Campaign for the Future of Higher Education Challenges the Cost-Effectiveness of MOOCs!

Dear Commons Community,

The Chronicle of Higher Education is reporting today on the second of a series of papers challenging optimistic assumptions about massive open online courses.   As reported in The Chronicle:

“The coalition of faculty-advocacy organizations asserts that online instruction “isn’t saving money—and may actually be costing students and colleges more,” but that “snappy slogans, massive amounts of corporate money, and a great deal of wishful thinking have created a bandwagon mentality that is hard to resist.”

The paper, “The ‘Promises’ of Online Higher Education: Reducing Costs,” was released by the Campaign for the Future of Higher Education, whose backers include a number of faculty unions. Drawing on news articles and public-opinion surveys, it says that while the business model supporting MOOCs is “still a work in progress,” the trend is to offer courses free but charge for “a degree or a certificate or anything from the MOOC that carries real value.”

Merely having taken one of the courses, the paper says, is “virtually valueless in the marketplace.”

“The bottom line for students? The push for more online courses has not made higher education cheaper for them. The promise has always been that it will—but that day always seems to be in the future,” the paper says.

MOOCs may also cost colleges money, the paper says, citing an agreement between Udacity and the Georgia Institute of Technology to offer an online master’s degree in computer science.

“Udacity gets the intellectual content for a master’s program of 20 courses at an upfront cost of $400,000,” the paper says. “It borrows Georgia Tech’s reputation as its own, at a huge discount (no training of graduate students, no support for labs, no decades of accumulated know-how through which Georgia Tech earned its reputation).  It acquires these courses for a proprietary platform: Georgia Tech cannot offer these OMS CS courses, created by its own faculty, to a competing distributor.”

The paper continues: “Udacity expects Georgia Tech faculty members to maintain and update course material, and can use their latest version. While requiring that Georgia Tech not compete with it, it can take Georgia Tech-created courses and offer them to tens or hundreds of thousands of nonregistered students—and sell a program certificate for those courses.”

The full paper goes into more detail and is well worth a read.

Tony

Republicans Back Down, Ending Crisis Over Shutdown and Debt Limit!

Dear Commons Community,

Congressional Republicans conceded defeat on Wednesday in their bitter budget fight with President Obama over the new health care law as the House and Senate approved last-minute legislation ending a disruptive 16-day government shutdown and extending federal borrowing power to avert a financial default with potentially worldwide economic repercussions.  As reported in the New York Times:

“With the Treasury Department warning that it could run out of money to pay national obligations within a day, the Senate voted overwhelmingly on Wednesday evening, 81 to 18, to approve a proposal hammered out by the chamber’s Republican and Democratic leaders after the House on Tuesday was unable to move forward with any resolution. The House followed suit a few hours later, voting 285 to 144 to approve the Senate plan, which would fund the government through Jan. 15 and raise the debt limit through Feb. 7.

Mr. Obama signed the bill about 12:30 a.m. Thursday.

Most House Republicans opposed the bill, but 87 voted to support it. The breakdown showed that Republican leaders were willing to violate their informal rule against advancing bills that do not have majority Republican support in order to end the shutdown. All 198 Democrats voting supported the measure.

Mr. Obama, speaking shortly after the Senate vote, praised Congress, but he said he hoped the damaging standoff would not be repeated.”

Amen but I am afraid we will be revisiting this fiasco again in January!

Tony

New Pew Study: Young Americans Use Internet for News – Older Americans Use Newspapers and Television!

News Source

Dear Commons Community,

The Huffington Post is reporting that a new Pew study is revealing that older Americans who are holding tight onto television and print in order to consume their news may be on an entirely different schedule than those younger Americans who have moved to the Internet, World Wide Web and mobile computing.

Nearly three in four young Americans ages 18-29 now cite the Internet as their main source of news, over television, newspapers and radio, according to a new Pew Research Center study.

The study, which outlined “12 trends shaping digital news,” found that 71 percent of young Americans in 2013 said the Internet was where they consumed the majority of their news. However, this was not so true of older generations. Of adults ages 30-49, 63 percent chose the Internet as their main source of news, tied with television. Among Americans older than 64, television and the newspaper remained as the top preferred news sources above the Internet.

But there is another major difference between how younger and older Americans consume the news that is even more telling. Just about eight in ten Americans (79 percent) ages 18-29 said they “graze” the news, meaning they check the news from time to time rather than at regular times throughout the day. However, this number dropped significantly among people ages 50 and above, who still said they got their news on a regular schedule every day.

In terms of content, news about Washington and politics was desired considerably less by young Americans than older adults. But there is one thing that brings younger and older generation Americans together: both follow weather news more than any other news content.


#### WHAT IS REQUIRED
Each line with the word "group" must appear in the answer, copied from the records.

#### INPUT RECORDS
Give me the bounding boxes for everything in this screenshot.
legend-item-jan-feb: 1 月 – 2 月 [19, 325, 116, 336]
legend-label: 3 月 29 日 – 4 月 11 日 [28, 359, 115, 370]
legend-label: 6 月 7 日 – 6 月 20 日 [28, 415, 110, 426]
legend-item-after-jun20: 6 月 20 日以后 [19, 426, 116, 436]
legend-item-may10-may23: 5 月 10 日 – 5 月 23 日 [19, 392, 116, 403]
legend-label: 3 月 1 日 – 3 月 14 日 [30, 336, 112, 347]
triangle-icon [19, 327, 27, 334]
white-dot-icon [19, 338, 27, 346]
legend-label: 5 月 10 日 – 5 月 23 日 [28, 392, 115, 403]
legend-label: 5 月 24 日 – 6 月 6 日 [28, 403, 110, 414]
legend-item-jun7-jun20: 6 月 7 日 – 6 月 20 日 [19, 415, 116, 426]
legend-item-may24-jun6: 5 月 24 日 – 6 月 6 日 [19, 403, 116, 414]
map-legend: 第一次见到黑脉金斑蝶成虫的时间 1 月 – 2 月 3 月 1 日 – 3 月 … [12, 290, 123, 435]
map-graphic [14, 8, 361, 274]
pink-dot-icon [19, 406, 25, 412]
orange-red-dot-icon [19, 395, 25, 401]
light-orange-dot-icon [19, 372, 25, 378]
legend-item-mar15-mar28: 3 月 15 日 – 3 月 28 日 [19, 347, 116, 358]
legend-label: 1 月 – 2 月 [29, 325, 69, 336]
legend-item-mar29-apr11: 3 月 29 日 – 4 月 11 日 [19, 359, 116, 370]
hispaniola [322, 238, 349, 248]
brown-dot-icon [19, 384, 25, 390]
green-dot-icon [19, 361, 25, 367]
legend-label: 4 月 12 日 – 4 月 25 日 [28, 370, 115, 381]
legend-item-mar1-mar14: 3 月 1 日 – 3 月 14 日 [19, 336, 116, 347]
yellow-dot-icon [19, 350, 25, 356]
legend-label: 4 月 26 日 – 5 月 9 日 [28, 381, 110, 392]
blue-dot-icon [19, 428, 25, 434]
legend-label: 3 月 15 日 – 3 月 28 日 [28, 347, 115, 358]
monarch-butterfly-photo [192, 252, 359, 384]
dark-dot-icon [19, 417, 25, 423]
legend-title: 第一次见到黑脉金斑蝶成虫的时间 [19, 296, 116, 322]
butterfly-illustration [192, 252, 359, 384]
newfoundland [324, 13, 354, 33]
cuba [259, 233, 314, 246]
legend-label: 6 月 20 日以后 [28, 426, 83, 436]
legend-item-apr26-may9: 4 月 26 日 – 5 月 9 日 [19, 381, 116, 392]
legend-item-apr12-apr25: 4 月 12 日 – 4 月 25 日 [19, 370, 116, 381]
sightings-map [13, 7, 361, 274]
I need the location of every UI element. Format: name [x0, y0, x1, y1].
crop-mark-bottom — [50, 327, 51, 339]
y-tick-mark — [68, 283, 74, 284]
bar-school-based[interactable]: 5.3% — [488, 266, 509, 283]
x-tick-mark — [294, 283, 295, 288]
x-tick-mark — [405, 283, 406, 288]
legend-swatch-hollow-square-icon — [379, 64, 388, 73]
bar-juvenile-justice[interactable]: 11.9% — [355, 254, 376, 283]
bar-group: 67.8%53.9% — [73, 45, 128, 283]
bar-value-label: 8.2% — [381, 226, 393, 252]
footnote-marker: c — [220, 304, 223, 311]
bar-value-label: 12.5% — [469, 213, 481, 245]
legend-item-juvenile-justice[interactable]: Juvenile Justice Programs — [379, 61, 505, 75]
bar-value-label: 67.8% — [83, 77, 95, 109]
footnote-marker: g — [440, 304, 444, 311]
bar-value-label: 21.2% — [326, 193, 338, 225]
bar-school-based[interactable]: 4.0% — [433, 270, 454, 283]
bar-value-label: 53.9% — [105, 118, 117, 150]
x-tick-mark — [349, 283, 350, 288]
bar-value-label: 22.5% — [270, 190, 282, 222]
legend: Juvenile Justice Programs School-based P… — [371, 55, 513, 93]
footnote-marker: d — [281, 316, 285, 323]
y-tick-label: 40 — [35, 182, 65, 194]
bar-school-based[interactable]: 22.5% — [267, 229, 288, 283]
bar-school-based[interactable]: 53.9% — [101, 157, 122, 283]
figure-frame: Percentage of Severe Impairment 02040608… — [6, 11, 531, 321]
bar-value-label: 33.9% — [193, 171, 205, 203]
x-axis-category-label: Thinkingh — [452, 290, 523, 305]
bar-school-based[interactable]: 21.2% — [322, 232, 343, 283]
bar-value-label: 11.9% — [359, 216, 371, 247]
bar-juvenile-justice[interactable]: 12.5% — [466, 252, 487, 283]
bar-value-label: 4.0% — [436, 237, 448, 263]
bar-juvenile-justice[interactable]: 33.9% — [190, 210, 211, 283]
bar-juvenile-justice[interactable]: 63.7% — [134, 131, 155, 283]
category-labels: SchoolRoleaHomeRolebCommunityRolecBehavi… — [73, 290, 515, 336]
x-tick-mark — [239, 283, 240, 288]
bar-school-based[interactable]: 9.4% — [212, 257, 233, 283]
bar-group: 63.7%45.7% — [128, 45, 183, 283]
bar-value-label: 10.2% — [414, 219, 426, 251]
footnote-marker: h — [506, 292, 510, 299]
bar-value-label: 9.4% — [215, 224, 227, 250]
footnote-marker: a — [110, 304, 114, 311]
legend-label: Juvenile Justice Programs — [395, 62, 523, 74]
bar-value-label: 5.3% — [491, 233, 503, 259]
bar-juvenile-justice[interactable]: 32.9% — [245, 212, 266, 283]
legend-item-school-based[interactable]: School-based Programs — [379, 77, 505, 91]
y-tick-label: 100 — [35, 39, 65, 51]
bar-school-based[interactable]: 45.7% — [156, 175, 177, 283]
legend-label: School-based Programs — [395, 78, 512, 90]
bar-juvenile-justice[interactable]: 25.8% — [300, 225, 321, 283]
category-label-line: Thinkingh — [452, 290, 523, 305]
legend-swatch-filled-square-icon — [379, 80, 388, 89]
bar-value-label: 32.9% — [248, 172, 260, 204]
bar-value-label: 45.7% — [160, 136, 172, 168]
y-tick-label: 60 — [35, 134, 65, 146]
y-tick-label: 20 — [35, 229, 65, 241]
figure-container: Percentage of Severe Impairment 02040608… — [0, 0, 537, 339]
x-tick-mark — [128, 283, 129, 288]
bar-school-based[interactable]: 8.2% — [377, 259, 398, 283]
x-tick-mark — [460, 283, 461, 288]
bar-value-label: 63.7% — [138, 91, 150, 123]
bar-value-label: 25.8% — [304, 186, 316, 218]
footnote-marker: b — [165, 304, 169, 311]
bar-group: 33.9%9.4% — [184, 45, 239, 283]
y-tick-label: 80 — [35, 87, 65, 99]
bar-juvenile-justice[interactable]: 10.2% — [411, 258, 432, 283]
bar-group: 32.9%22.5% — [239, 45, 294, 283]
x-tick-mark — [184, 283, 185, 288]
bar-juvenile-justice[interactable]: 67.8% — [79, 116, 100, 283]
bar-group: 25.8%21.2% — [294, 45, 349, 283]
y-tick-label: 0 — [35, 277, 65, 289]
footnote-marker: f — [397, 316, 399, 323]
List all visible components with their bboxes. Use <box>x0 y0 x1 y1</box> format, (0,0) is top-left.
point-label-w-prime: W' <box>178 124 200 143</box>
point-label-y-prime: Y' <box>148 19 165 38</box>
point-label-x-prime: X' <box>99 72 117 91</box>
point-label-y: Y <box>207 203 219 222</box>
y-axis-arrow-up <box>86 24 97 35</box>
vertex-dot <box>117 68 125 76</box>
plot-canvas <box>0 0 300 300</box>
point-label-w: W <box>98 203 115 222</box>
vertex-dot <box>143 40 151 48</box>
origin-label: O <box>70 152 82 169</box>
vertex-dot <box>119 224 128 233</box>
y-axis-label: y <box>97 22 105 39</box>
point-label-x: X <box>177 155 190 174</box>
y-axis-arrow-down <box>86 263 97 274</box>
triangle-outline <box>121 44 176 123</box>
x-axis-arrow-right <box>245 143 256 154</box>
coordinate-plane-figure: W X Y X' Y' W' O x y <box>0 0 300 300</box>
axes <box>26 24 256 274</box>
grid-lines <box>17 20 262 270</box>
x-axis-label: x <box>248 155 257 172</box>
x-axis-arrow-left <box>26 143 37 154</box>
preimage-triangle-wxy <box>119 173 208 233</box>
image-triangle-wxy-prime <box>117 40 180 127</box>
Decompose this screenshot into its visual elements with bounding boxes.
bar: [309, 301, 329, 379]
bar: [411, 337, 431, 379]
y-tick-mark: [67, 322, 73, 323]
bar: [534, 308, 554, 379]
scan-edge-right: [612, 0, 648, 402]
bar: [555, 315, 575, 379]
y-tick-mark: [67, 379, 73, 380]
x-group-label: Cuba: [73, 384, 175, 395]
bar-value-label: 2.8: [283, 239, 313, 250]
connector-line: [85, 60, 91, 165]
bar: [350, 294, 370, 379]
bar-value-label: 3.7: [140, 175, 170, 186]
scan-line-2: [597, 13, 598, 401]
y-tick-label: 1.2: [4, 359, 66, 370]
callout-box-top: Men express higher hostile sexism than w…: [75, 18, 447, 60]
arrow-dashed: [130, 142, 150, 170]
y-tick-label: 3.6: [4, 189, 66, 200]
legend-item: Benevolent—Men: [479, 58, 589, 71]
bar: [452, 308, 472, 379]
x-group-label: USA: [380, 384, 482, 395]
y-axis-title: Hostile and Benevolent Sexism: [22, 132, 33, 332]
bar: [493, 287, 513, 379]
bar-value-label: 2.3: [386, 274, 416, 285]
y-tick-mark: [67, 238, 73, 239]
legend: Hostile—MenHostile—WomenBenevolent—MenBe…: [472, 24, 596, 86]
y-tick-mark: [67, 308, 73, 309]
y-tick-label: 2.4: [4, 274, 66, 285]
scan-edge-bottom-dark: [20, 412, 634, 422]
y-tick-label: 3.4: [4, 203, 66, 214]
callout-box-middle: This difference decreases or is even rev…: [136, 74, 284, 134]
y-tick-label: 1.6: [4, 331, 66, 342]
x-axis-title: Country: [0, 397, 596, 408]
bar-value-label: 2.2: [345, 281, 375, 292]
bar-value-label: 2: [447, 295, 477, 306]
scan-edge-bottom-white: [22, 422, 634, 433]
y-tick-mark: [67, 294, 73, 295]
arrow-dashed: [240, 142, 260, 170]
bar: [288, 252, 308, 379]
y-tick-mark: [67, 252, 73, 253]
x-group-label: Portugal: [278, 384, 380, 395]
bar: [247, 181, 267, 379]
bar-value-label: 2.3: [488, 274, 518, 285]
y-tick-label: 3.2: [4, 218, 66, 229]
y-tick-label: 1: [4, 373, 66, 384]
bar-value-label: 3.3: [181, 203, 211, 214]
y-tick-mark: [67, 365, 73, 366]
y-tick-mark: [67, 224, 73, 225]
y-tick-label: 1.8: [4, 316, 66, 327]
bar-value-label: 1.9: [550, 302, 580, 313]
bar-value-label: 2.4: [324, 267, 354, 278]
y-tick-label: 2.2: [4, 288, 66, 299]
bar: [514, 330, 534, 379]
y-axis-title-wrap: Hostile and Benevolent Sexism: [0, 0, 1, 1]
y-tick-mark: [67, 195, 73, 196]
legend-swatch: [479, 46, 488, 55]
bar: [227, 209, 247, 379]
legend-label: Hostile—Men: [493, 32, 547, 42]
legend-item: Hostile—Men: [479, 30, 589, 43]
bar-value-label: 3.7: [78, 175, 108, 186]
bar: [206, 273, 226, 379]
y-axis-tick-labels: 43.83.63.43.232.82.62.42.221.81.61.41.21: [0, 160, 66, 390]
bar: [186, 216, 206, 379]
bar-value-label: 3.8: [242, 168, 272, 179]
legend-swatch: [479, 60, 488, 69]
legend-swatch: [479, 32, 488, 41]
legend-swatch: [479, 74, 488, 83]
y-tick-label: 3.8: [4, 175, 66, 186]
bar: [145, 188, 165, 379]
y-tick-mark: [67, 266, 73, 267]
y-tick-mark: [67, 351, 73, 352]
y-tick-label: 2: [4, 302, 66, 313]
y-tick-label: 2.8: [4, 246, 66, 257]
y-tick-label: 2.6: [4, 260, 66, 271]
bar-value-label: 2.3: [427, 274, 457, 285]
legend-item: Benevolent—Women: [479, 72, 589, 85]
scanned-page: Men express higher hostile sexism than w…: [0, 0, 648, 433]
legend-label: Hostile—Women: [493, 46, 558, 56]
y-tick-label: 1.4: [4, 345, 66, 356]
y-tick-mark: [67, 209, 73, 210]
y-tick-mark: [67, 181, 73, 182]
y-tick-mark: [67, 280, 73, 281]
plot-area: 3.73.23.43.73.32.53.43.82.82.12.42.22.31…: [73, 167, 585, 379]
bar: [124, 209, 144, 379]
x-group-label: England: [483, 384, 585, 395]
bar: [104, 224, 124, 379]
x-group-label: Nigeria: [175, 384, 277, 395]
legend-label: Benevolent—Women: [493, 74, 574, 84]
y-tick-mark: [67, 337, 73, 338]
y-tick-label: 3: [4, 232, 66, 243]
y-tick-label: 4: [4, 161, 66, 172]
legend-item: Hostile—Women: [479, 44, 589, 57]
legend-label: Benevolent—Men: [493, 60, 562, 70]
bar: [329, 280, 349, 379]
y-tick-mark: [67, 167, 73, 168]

#### ANSWER TO THIS TASK
bar-group: 67.8%53.9% — [73, 45, 128, 283]
bar-group: 63.7%45.7% — [128, 45, 183, 283]
bar-group: 33.9%9.4% — [184, 45, 239, 283]
bar-group: 32.9%22.5% — [239, 45, 294, 283]
bar-group: 25.8%21.2% — [294, 45, 349, 283]
x-group-label: Cuba: [73, 384, 175, 395]
x-group-label: USA: [380, 384, 482, 395]
x-group-label: Portugal: [278, 384, 380, 395]
x-group-label: England: [483, 384, 585, 395]
x-group-label: Nigeria: [175, 384, 277, 395]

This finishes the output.